Murthy's sequence A073675, etc.

franktaw at netscape.net franktaw at netscape.net
Thu Feb 2 21:31:02 CET 2006


First of all, the description of A073675 should be changed, replacing "divisor" with "proper divisor" and "multiple" with "proper multiple".
 
Second, this is closely related to A035263: if A035263(n) = 1, A073675(n) = 2n; otherwise A073675(n)=n/2.  And yes, this matches both the definition of A073675 and Clark's definition (with r=2), so those define the same sequence.
 
Clark's definition will give a permutation of the natural numbers for any r >= 1.  If n has not appeared in the sequence previously, it will appear at ceiling(n*r).  Conversely, floor(n*r) is greater floor(m*r) for any m<n, and so greater than any preceding member of the sequence; thus no number can appear twice.
 
If 0 < r < 1, the result will be a Beatty sequence for 1/r, which will thus not include all natural numbers.
 
As for cycles, the answer in general is no.  Taking r = phi^2, starting with 1, we get
1,2,5,13,34,89,... (A001519, a bisection of the Fibonacci sequence).
 
Probabilistically, let probability p = P(b(n) = [n/r]) = P([n/r] > [(n-1)/r] AND f([n/r] != [[n/r]/r])) =
(waving our hands here, there is no guarantee these conditions are independent) 1/r * (1-p).  Solving for p, we get p = 1/(1+r).  Then the expected value E(ln(b(n))) = 1/(1+r)*log(n/r) + 1/(1+r)*log(n*r)  = log(n) + (r-1)/(r+1)*ln(r), (more hand-waving here), so the trajectory from a given starting point can be expected to increase without limit.  (Use of the log is appropriate here, since we are multiplying and dividing to get the next term.)  Nothing definitive here, but I suspect that for a randomly chosen r (i.e., with probability 1), the values whose trajectory is unbounded has density 1.
 
On the other hand, for the particular case r = sqrt(2), the trajectories may all be cycles.  The numbers 23*2^k seem to start cycles of roughly double length at each step (verified through k=4, k=5 is next value not yet in a cycle).  (Probably this is actually ceiling(C*2^k) for some real number C, since the preceding cycles start at 1,2,3,6, and 12.  If so, 0.71777 < C <= 0.71875.)
 
-----Original Message-----
From: Kimberling, Clark ck6 at evansville.edu


Sequence Fans,
 
A073675 starts out with 2,1,6,8,10,3,14,...  , the "Rearrangement of natural numbers such that a(k) is the smallest divisor of k not included earlier and if no such divisor exists then the smallest multiple of k not included earlier."
 
For any positive real r, define a sequence b(n) by
 
b(n) = Floor(n/r) if this number isn't yet in the sequence; else
b(n) = Floor(r*n) otherwise.
 
If r=2, the sequence b also starts out 2,1,6,8,10,3,14,...  Is this also A073675?
 
Continuing with r=2, let c be the sequence of numbers k such that k>b(k).  Is c = A036554?
 
Let r = sqrt(2), for which the sequence b starts with 1,2,4,5,3,8,9,11,6,7,15,...
Is this a permutation of the natural numbers?  (For what choices of r is this true?)
Are the terms in this sequence generated in cycles, such as 3 -> 4 ->5 ->3 
and 6 -> 8 -> 11 -> 15 -> 10 -> 7 -> 9 -> 6?  What can be said about the lengths of cycles?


**Exercise description:**
Go through the entries below, tally each line with the string "background", and give the final number by itself.

(Stored items from a collection)
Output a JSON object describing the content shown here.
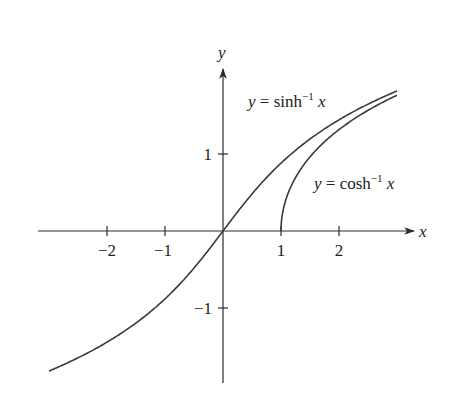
{
  "chart_data": {
    "type": "line",
    "title": "",
    "xlabel": "x",
    "ylabel": "y",
    "xlim": [
      -3.0,
      3.3
    ],
    "ylim": [
      -2.0,
      2.1
    ],
    "x_ticks": [
      -2,
      -1,
      1,
      2
    ],
    "x_tick_labels": [
      "−2",
      "−1",
      "1",
      "2"
    ],
    "y_ticks": [
      1,
      -1
    ],
    "y_tick_labels": [
      "1",
      "−1"
    ],
    "grid": false,
    "legend": "none (curves labeled inline)",
    "series": [
      {
        "name": "y = sinh⁻¹ x",
        "function": "asinh",
        "domain": [
          -3.0,
          3.0
        ],
        "x": [
          -3,
          -2,
          -1,
          0,
          1,
          2,
          3
        ],
        "values": [
          -1.818,
          -1.444,
          -0.881,
          0,
          0.881,
          1.444,
          1.818
        ]
      },
      {
        "name": "y = cosh⁻¹ x",
        "function": "acosh",
        "domain": [
          1.0,
          3.0
        ],
        "x": [
          1,
          1.5,
          2,
          2.5,
          3
        ],
        "values": [
          0,
          0.962,
          1.317,
          1.567,
          1.763
        ]
      }
    ],
    "annotations": [
      {
        "text": "y = sinh⁻¹ x",
        "near": "upper curve"
      },
      {
        "text": "y = cosh⁻¹ x",
        "near": "lower-right curve"
      }
    ]
  },
  "labels": {
    "x_axis": "x",
    "y_axis": "y",
    "sinh_label": {
      "pre": "y = sinh",
      "sup": "−1",
      "post": "x"
    },
    "cosh_label": {
      "pre": "y = cosh",
      "sup": "−1",
      "post": "x"
    },
    "ticks": {
      "xm2": "−2",
      "xm1": "−1",
      "x1": "1",
      "x2": "2",
      "y1": "1",
      "ym1": "−1"
    }
  }
}
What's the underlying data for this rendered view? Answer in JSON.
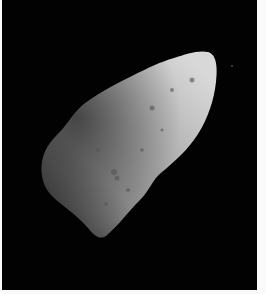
{
  "image": {
    "subject": "asteroid",
    "alt": "Grayscale photograph of an elongated cratered asteroid against a black space background",
    "colors": {
      "background": "#020202",
      "border": "#fafafa",
      "surface_light": "#c8c8c8",
      "surface_dark": "#2a2a2a"
    }
  }
}
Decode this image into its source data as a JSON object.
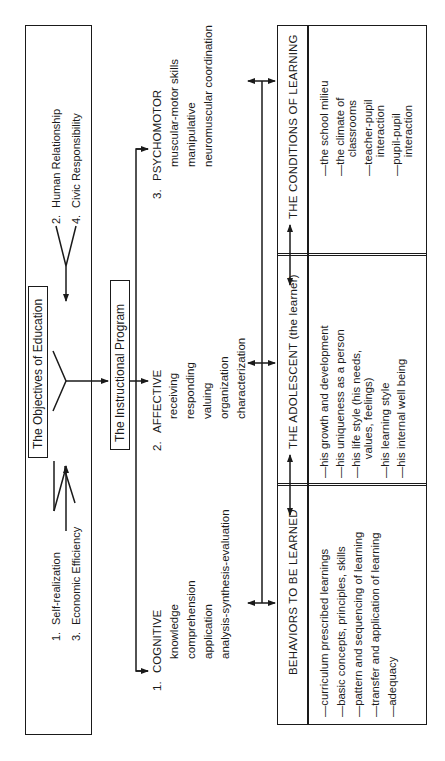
{
  "objectives": {
    "title": "The Objectives of Education",
    "items": [
      {
        "num": "1.",
        "label": "Self-realization"
      },
      {
        "num": "2.",
        "label": "Human Relationship"
      },
      {
        "num": "3.",
        "label": "Economic Efficiency"
      },
      {
        "num": "4.",
        "label": "Civic Responsibility"
      }
    ]
  },
  "program": {
    "title": "The Instructional Program"
  },
  "domains": [
    {
      "num": "1.",
      "title": "COGNITIVE",
      "items": [
        "knowledge",
        "comprehension",
        "application",
        "analysis-synthesis-evaluation"
      ]
    },
    {
      "num": "2.",
      "title": "AFFECTIVE",
      "items": [
        "receiving",
        "responding",
        "valuing",
        "organization",
        "characterization"
      ]
    },
    {
      "num": "3.",
      "title": "PSYCHOMOTOR",
      "items": [
        "muscular-motor skills",
        "manipulative",
        "neuromuscular coordination"
      ]
    }
  ],
  "table": {
    "columns": [
      {
        "header": "BEHAVIORS TO BE LEARNED",
        "items": [
          "—curriculum  prescribed learnings",
          "—basic concepts, principles, skills",
          "—pattern and sequencing of learning",
          "—transfer and application of learning",
          "—adequacy"
        ]
      },
      {
        "header": "THE ADOLESCENT  (the learner)",
        "items": [
          "—his growth and development",
          "—his uniqueness as a person",
          "—his life style (his needs,",
          "      values, feelings)",
          "—his learning style",
          "—his internal well being"
        ]
      },
      {
        "header": "THE CONDITIONS OF LEARNING",
        "items": [
          "—the school milieu",
          "—the climate of",
          "      classrooms",
          "—teacher-pupil",
          "      interaction",
          "—pupil-pupil",
          "      interaction"
        ]
      }
    ]
  }
}
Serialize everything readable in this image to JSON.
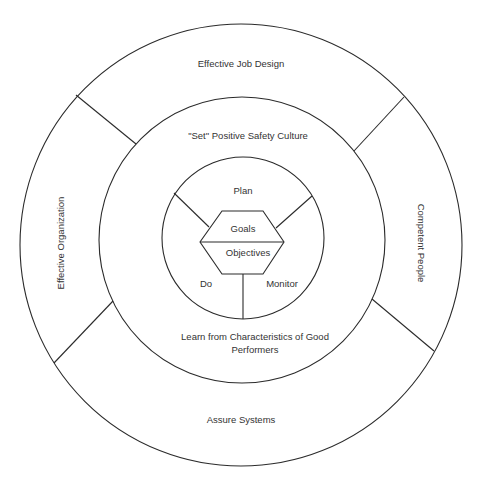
{
  "diagram": {
    "type": "concentric-circle-model",
    "colors": {
      "line": "#2b2b2b",
      "text": "#333333",
      "background": "#ffffff"
    },
    "outer_ring": {
      "segments": [
        {
          "label": "Effective Job Design",
          "position": "top"
        },
        {
          "label": "Competent People",
          "position": "right"
        },
        {
          "label": "Assure Systems",
          "position": "bottom"
        },
        {
          "label": "Effective Organization",
          "position": "left"
        }
      ]
    },
    "middle_ring": {
      "segments": [
        {
          "label": "\"Set\" Positive Safety Culture",
          "position": "top"
        },
        {
          "label_line1": "Learn from Characteristics of Good",
          "label_line2": "Performers",
          "position": "bottom"
        }
      ]
    },
    "inner_circle": {
      "segments": [
        {
          "label": "Plan",
          "position": "top"
        },
        {
          "label": "Do",
          "position": "bottom-left"
        },
        {
          "label": "Monitor",
          "position": "bottom-right"
        }
      ]
    },
    "center_hexagon": {
      "top_label": "Goals",
      "bottom_label": "Objectives"
    }
  }
}
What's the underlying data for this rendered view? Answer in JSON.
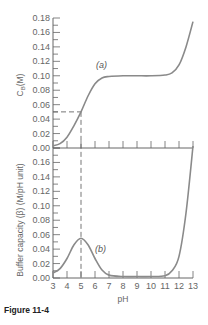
{
  "figure": {
    "caption": "Figure 11-4"
  },
  "chart_data": [
    {
      "type": "line",
      "panel": "upper",
      "title": "",
      "xlabel": "pH",
      "ylabel": "C_B (M)",
      "xlim": [
        3,
        13
      ],
      "ylim": [
        0.0,
        0.18
      ],
      "x_ticks": [
        3,
        4,
        5,
        6,
        7,
        8,
        9,
        10,
        11,
        12,
        13
      ],
      "y_ticks": [
        "0.00",
        "0.02",
        "0.04",
        "0.06",
        "0.08",
        "0.10",
        "0.12",
        "0.14",
        "0.16",
        "0.18"
      ],
      "grid": false,
      "annotations": [
        {
          "text": "(a)",
          "x": 6.3,
          "y": 0.115
        },
        {
          "type": "dashed-guide",
          "x": 5.0,
          "y": 0.05
        }
      ],
      "series": [
        {
          "name": "(a)",
          "x": [
            3.0,
            3.5,
            4.0,
            4.5,
            5.0,
            5.5,
            6.0,
            6.5,
            7.0,
            8.0,
            9.0,
            10.0,
            11.0,
            11.5,
            12.0,
            12.5,
            13.0
          ],
          "values": [
            0.003,
            0.006,
            0.015,
            0.031,
            0.05,
            0.072,
            0.089,
            0.097,
            0.099,
            0.1,
            0.1,
            0.1,
            0.101,
            0.104,
            0.115,
            0.14,
            0.175
          ]
        }
      ]
    },
    {
      "type": "line",
      "panel": "lower",
      "title": "",
      "xlabel": "pH",
      "ylabel": "Buffer capacity (β) (M/pH unit)",
      "xlim": [
        3,
        13
      ],
      "ylim": [
        0.0,
        0.18
      ],
      "x_ticks": [
        3,
        4,
        5,
        6,
        7,
        8,
        9,
        10,
        11,
        12,
        13
      ],
      "y_ticks": [
        "0.00",
        "0.02",
        "0.04",
        "0.06",
        "0.08",
        "0.10",
        "0.12",
        "0.14",
        "0.16",
        "0.18"
      ],
      "grid": false,
      "annotations": [
        {
          "text": "(b)",
          "x": 6.1,
          "y": 0.035
        },
        {
          "type": "dashed-guide",
          "x": 5.0
        }
      ],
      "series": [
        {
          "name": "(b)",
          "x": [
            3.0,
            3.5,
            4.0,
            4.5,
            5.0,
            5.5,
            6.0,
            6.5,
            7.0,
            8.0,
            9.0,
            10.0,
            11.0,
            11.5,
            12.0,
            12.5,
            13.0
          ],
          "values": [
            0.007,
            0.013,
            0.027,
            0.046,
            0.055,
            0.046,
            0.027,
            0.011,
            0.004,
            0.002,
            0.002,
            0.002,
            0.003,
            0.01,
            0.03,
            0.09,
            0.185
          ]
        }
      ]
    }
  ],
  "labels": {
    "upper_ylabel": "C_B (M)",
    "lower_ylabel": "Buffer capacity (β) (M/pH unit)",
    "xlabel": "pH",
    "curve_a": "(a)",
    "curve_b": "(b)"
  }
}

**Answer to this exercise:**
3